Feast of the Epiphany - Homily 11

Homily 11 - 8 January 2023

The Gospel of Matthew, from which today’s passage is taken, presented us with the familiar story of the coming of the Magi from the East in search of the newborn Christ. Matthew composed the story to give his readers, right from the start of his Gospel, a kind of dress rehearsal of the instruction that the risen Jesus would give to his chosen apostles right at the end of his Gospel. They were to continue his mission, not just to the Jewish people to whom he had restricted his ministry, but to “all the nations”.

Here in today’s brief passage, the focus was on the Gentile world, casting a favourable light on the openness of a few typical Gentiles, Magi in this case, to the relevance and the specialness of the newborn Jesus. By the time that Matthew was writing his Gospel about the year 80, Gentiles made up the majority of the members of the small Christian communities scattered around the Jewish diaspora. In Matthew’s own community, for whom he wrote his Gospel, there was a certain amount of awkwardness and tension between Jewish and Gentile members. He wanted to make quite clear the equal status of both groups.

A further significant point that Matthew wished to flag was the attitude captured in his comment when the visitors from the East told King Herod about the reason for their journey. “He was perturbed, and so was the whole of Jerusalem. He called together all the chief priests and the scribes … and enquired of them where the Christ was to be born”. Significantly, the chief priests and scribes [the lawyers and experts in law], knew the answer and quoted the prophet Micah accordingly. Probably they had even done their bit teaching people generally about such matters. They may even have thought the message was good news.

Only when they learnt the possibility of its ‘here and now’ fulfilment did they feel threatened. An imminent Messiah meant the dawning of a new era in their history, that could radically threaten the status quo and their own privileged position in that status quo. Change would bring issues of power and privilege to the fore. Their sense of themselves would be radically undermined. They were “perturbed, and so was the whole of Jerusalem”. The situation was becoming dangerously threatening for them — dangerous, too, for the young teenage mother and her newborn child.

Matthew emphasised the point by mentioning the highly symbolic gift of myrrh among the gifts that the Magi presented to the child. Myrrh was used to embalm dead bodies — and pointed to the eventual death of Jesus that would be plotted precisely by "the chief priests and scribes”.

Pope Benedict was buried this week in the shadow of today’s celebration of the Epiphany.

There are two things about Benedict that I particularly admired. The first was that he treasured very much his personal one-to-one relationship with Jesus that even led him to write a few books on Jesus.

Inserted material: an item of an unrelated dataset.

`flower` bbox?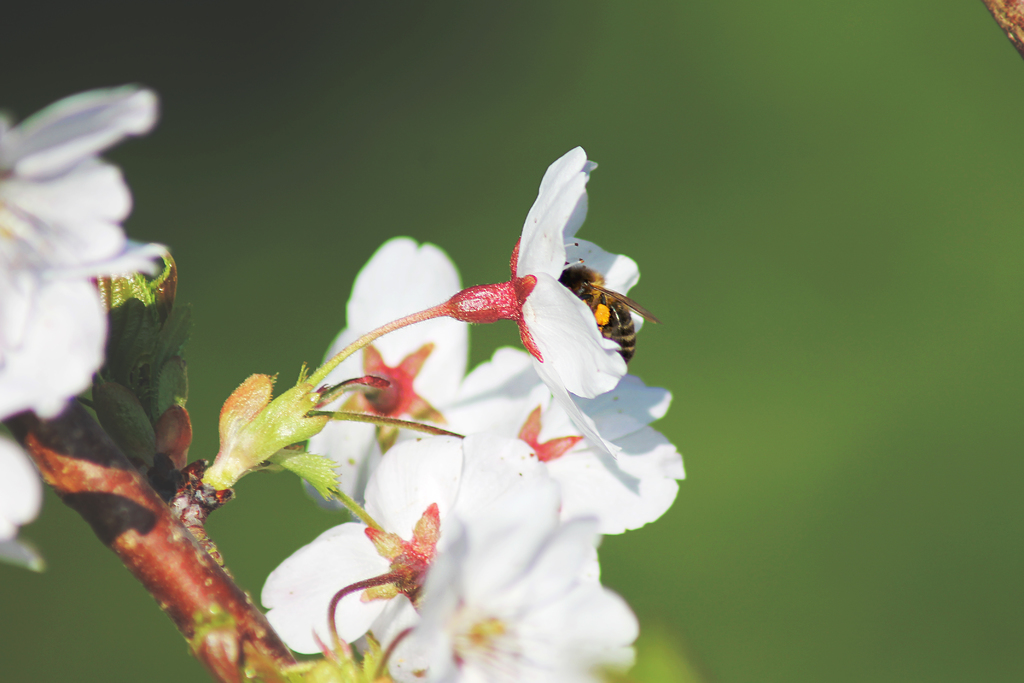
x1=0 y1=436 x2=45 y2=564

He also wrote three very thoughtful encyclical letters: on the virtues of truth enlightening love, on hope and on charity — teasing out the relevance of each to the attainment of full human development. He had a great love for truth generally. And he possessed a very clear mind that enabled him to write sense. He wanted to share with everyone the fruits of his contemplation.

I think that Benedict came to see, as does Pope Francis, that we stand at the dawn of a new era — in both the secular world and in the Church. He realised that the Church must necessarily change; and he accepted also that he was too old and frail to pilot the Church effectively. So, to the surprise of all, he had enough initiative and courage to make the highly significant choice to resign.

Let us pray that he is enjoying already the vision of the Christ whom he loved, and contemplating the God of truth whom he constantly sought.